Interoptopus 🐙
The polyglot bindings generator for your library (C#, C, Python, ...)
Huh?
- Imagine you are writing this cool API and want everyone to use it.
- Everyone else, however, is running Unity, C, Python, ...
- "Not a problem", you say, "I'll just use Interoptopus".
And you'll live happily* ever after.
*Actual results may depend on other life choices.
Code you write ...
use ;
pub extern "C"
inventory!;
... Interoptopus generates
Language | Crate | Sample Output |
---|---|---|
C# (incl. Unity) | interoptopus_backend_csharp | Interop.cs |
C | interoptopus_backend_c | my_header.h |
Python CFFI | interoptopus_backend_cpython_cffi | reference.py |
Your language | Write your own backend1 | - |
1 Create your own backend in just a few hours. No pull request needed. Pinkie promise.
Getting Started 🍼
If you ...
- want to create a new API see the example projects,
- need to support a new language or rewrite a backend, copy and adapt the C backend.
Features
- explicit, type-safe, single source of truth API definition in Rust,
- quality-of-life patterns on both sides (e.g., options, slices, services, ...)
- minimal on dependencies, build time, tooling impact,
- if your project compiles your bindings should work*cough* (i.e., generated and callable),
- extensible, multiple backends, easy to support new languages, fully customizable,
- no scripts needed,
cargo build
+cargo test
can produce and test (if lang installed) generated bindings
Gated behind feature flags, these enable:
derive
- Proc macros such asffi_constant
,ffi_function
,ffi_type
.testing
- Functions to test generated Python, C#, C from Unit tests.serde
- Serde attributes on internal types.log
- Invokelog
on FFI errors (you still need actual logger).
Supported Rust Constructs
See the reference project; it lists all supported constructs including:
- functions (
extern "C"
functions and delegates) - types (primitives, composite, enums (numeric only), opaques, references, pointers, ...)
- constants (primitive constants; results of const evaluation)
- patterns (ASCII pointers, options, slices, classes, ...)
As a rule of thumb we recommend to be slightly conservative with your signatures and always "think C", since other languages don't track lifetimes
well and it's is easy to accidentally pass an outlived pointer or doubly alias a &mut X
on reentrant functions.
Performance 🏁
Generated low-level bindings should be "zero cost" w.r.t. hand-crafted bindings for that language. However, even hand-crafted bindings have an inherent, language-specific cost. For C# that cost can be almost 0, for Python CFFI it can be high. Patterns and convenience helpers might add additional overhead.
If you need API design guidance the following (wip) C# call-cost table🔥 can help.
Changelog
- v0.3 - Better compatibility with generics.
- v0.2 - Introduced "patterns"; produces generally working interop for C#.
- v0.1 - Has generated C#, C, Python-CFFI bindings at least once.
FAQ
Contributing
PRs are welcome.
- Bug fixes can be submitted directly. Major changes should be filed as issues first.
- Anything that makes previously working bindings change behavior or stop compiling is a major change;
- This doesn't mean we're opposed to breaking stuff just that we'd like to talk about it before it happens.
- New features or patterns must be materialized in the reference project and accompanied by an interop test (i.e., a backend test running C# / Python against a DLL invoking that code) in at least one included backend.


* _The task_
Lines where the string "Nominal" appears are to be copied from the entries below.

======

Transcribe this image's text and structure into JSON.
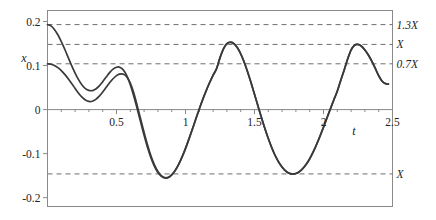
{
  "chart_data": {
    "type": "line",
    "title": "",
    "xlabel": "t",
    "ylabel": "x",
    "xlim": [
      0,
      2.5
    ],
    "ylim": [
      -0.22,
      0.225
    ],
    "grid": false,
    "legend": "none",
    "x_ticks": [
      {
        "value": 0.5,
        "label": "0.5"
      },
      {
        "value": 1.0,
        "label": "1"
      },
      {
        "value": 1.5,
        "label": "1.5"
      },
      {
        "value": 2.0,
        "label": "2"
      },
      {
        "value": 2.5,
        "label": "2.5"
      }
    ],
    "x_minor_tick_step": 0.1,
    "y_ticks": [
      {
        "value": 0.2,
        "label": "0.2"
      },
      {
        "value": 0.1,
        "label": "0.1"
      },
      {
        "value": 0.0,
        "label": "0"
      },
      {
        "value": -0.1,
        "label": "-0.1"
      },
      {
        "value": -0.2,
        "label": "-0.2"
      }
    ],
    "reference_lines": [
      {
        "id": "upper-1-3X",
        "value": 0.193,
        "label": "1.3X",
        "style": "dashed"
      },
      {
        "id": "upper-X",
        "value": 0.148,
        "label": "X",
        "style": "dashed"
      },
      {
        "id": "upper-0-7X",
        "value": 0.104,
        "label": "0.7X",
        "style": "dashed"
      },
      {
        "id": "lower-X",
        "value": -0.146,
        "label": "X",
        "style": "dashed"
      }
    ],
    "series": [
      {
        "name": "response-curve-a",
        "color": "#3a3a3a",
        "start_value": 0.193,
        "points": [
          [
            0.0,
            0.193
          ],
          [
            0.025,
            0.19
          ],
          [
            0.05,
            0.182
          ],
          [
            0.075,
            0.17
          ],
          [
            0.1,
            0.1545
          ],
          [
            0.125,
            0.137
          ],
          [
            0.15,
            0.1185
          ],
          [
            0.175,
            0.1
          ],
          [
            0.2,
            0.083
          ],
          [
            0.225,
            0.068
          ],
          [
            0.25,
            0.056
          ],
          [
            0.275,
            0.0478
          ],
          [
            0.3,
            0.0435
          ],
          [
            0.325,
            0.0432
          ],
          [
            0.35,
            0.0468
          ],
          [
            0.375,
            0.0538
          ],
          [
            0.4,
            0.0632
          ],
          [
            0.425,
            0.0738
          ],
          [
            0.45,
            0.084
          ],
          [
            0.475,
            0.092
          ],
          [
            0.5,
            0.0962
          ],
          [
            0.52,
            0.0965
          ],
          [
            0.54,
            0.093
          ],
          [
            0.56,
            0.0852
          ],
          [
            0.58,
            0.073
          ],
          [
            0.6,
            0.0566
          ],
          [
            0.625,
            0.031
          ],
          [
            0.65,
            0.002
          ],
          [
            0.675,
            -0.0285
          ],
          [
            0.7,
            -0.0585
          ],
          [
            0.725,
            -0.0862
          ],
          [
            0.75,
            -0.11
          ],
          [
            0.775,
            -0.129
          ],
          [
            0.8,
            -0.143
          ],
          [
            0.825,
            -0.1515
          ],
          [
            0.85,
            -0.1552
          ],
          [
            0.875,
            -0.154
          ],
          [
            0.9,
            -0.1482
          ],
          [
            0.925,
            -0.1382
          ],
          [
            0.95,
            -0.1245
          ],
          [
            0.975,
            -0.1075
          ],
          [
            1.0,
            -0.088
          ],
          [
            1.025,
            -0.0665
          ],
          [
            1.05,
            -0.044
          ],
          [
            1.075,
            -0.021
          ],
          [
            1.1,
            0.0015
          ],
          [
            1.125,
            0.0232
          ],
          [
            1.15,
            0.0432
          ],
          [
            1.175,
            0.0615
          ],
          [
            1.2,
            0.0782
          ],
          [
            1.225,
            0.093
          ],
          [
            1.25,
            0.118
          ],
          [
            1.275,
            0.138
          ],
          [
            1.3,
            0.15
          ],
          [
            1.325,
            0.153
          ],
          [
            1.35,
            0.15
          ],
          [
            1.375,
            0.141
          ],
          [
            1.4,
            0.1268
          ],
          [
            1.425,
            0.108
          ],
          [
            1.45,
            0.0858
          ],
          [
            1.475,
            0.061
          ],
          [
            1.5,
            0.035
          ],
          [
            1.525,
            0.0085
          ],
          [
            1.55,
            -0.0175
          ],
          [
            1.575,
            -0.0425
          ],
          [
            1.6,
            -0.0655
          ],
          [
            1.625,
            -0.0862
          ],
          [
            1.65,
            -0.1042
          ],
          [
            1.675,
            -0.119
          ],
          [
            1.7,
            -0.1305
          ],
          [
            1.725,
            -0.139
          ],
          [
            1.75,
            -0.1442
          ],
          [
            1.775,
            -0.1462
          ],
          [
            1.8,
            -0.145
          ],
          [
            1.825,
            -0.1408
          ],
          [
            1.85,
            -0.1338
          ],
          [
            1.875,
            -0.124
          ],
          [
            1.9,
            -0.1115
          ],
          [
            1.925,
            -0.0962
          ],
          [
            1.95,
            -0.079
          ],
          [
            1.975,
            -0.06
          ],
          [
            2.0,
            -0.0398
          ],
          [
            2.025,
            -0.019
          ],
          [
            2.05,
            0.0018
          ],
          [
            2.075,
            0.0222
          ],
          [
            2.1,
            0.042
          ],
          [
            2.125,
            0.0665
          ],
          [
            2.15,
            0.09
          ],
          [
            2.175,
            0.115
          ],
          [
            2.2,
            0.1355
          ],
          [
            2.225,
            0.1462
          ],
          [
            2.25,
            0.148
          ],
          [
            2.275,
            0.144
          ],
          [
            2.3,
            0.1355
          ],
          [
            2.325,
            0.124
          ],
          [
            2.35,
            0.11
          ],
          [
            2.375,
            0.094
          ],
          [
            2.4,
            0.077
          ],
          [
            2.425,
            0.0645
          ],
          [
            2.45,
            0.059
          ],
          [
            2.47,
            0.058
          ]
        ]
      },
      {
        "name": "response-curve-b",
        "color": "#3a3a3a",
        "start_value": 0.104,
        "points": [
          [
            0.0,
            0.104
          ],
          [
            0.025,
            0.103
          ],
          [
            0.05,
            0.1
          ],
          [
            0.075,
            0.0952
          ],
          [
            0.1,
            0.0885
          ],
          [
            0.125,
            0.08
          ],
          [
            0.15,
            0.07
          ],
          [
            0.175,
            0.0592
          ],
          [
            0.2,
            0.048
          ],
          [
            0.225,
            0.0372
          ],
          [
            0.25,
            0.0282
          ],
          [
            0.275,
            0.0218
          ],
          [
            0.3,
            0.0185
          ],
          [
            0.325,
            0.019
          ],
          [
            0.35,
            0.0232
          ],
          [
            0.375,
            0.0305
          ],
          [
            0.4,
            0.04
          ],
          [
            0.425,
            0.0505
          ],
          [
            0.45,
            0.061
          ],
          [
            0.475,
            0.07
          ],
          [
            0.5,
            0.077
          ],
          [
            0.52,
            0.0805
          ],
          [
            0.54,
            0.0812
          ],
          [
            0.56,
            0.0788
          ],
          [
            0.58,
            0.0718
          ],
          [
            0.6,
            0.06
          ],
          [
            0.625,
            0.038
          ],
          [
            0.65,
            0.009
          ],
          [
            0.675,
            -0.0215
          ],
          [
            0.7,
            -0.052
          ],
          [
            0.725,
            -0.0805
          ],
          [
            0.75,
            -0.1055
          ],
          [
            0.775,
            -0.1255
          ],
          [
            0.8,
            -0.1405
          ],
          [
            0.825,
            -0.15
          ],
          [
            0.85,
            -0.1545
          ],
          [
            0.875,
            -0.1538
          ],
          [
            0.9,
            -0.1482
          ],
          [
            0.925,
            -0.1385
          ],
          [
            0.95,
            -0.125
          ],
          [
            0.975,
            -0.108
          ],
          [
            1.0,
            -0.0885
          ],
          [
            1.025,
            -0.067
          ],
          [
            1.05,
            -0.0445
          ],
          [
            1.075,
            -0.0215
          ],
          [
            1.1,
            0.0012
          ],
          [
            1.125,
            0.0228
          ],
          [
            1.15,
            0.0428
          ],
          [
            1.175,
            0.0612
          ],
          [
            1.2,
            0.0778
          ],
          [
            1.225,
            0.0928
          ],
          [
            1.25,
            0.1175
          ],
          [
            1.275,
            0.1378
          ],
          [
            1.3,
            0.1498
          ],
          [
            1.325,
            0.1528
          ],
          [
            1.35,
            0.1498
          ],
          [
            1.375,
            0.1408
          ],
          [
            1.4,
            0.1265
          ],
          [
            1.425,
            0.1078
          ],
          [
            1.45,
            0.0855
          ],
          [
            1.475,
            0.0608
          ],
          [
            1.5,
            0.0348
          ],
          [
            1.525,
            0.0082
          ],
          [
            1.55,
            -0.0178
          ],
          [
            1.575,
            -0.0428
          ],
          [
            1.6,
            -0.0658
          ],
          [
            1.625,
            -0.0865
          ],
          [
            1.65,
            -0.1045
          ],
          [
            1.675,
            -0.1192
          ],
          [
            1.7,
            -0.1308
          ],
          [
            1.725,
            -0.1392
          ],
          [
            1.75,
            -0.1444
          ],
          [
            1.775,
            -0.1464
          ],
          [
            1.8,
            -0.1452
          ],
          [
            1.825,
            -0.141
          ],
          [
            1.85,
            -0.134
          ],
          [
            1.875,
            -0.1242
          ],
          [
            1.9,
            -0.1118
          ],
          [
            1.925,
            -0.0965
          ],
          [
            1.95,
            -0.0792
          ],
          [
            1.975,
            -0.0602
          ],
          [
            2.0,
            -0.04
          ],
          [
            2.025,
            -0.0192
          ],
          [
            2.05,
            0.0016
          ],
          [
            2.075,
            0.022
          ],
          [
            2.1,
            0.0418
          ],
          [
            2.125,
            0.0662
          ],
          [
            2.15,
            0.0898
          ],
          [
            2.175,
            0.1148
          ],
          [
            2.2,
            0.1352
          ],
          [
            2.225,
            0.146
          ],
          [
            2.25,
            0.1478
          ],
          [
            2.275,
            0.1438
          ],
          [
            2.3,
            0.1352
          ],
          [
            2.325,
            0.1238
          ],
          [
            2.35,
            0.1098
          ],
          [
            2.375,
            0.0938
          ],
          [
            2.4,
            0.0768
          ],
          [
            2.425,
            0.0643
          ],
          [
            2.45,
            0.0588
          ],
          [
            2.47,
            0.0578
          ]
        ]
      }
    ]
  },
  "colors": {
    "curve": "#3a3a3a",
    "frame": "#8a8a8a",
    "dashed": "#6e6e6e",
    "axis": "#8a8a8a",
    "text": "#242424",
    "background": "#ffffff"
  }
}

======

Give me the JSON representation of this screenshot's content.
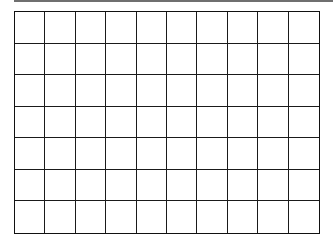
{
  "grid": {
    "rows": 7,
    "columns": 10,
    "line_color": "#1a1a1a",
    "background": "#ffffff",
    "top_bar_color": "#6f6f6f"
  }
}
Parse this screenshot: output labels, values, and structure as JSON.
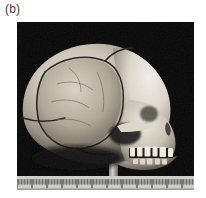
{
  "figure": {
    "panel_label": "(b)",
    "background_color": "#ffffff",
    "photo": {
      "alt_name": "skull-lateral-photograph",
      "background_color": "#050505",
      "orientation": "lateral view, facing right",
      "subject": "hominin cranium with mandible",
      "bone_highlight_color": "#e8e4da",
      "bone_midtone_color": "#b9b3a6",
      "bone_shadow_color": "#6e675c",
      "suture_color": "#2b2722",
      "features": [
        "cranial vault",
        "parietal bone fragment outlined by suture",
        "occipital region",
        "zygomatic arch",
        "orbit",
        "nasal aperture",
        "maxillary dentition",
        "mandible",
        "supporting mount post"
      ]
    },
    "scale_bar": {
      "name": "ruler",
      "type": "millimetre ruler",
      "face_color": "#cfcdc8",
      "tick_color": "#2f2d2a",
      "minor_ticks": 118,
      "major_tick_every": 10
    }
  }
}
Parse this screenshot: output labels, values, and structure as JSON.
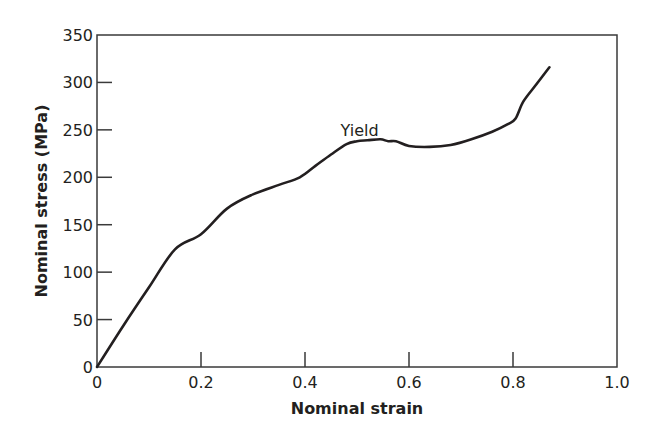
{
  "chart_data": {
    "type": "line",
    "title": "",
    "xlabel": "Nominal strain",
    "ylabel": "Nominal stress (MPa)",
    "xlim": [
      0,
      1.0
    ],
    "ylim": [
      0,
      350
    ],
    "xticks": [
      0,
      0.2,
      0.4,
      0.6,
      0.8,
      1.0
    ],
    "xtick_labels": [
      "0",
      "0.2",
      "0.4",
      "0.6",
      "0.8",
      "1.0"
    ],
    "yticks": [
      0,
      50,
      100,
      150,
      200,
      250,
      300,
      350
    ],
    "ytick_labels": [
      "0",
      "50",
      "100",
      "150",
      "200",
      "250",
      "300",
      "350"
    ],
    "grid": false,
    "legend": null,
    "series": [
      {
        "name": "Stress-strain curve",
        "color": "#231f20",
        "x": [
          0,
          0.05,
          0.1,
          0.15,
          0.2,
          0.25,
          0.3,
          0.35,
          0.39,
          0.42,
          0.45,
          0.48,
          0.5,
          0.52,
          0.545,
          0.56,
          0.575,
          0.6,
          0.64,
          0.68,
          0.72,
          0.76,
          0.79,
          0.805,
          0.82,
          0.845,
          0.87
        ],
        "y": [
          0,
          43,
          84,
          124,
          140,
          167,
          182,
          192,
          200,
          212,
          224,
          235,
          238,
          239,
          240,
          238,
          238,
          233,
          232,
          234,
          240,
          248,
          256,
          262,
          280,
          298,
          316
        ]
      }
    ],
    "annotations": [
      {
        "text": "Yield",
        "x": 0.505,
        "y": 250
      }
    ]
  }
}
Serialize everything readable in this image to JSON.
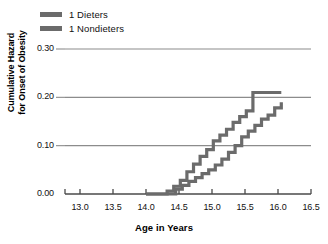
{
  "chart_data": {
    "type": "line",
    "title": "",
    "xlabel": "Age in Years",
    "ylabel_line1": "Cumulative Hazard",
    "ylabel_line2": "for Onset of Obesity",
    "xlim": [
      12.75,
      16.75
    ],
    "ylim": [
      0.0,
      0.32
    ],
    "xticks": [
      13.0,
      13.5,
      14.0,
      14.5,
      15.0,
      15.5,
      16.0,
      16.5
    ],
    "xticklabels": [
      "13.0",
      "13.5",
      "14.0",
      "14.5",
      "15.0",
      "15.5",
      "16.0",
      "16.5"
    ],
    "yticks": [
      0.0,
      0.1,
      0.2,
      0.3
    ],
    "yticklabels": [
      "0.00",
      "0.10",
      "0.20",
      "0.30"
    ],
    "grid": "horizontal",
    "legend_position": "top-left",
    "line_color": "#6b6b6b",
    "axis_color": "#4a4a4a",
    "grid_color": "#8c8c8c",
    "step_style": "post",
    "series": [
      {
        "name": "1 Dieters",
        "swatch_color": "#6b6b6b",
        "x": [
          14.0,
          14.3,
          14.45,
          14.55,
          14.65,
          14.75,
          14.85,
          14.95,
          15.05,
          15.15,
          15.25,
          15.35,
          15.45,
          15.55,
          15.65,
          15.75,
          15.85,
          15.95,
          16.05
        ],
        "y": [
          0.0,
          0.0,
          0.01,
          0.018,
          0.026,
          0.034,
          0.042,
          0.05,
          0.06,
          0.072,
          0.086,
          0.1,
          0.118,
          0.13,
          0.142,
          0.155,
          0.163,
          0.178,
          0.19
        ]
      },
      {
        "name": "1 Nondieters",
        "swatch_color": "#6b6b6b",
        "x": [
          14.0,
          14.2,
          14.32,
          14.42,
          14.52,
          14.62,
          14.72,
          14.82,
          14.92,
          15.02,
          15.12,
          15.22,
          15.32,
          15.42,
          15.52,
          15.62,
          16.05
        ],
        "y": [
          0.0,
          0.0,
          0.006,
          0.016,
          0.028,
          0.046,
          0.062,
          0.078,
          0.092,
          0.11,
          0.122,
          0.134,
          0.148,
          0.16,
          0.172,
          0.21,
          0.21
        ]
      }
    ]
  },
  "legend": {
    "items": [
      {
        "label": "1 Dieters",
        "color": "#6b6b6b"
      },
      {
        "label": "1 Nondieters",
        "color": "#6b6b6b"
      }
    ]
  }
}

======

* _Finished task_
    "xlabel": "Nominal strain",
    "ylabel": "Nominal stress (MPa)",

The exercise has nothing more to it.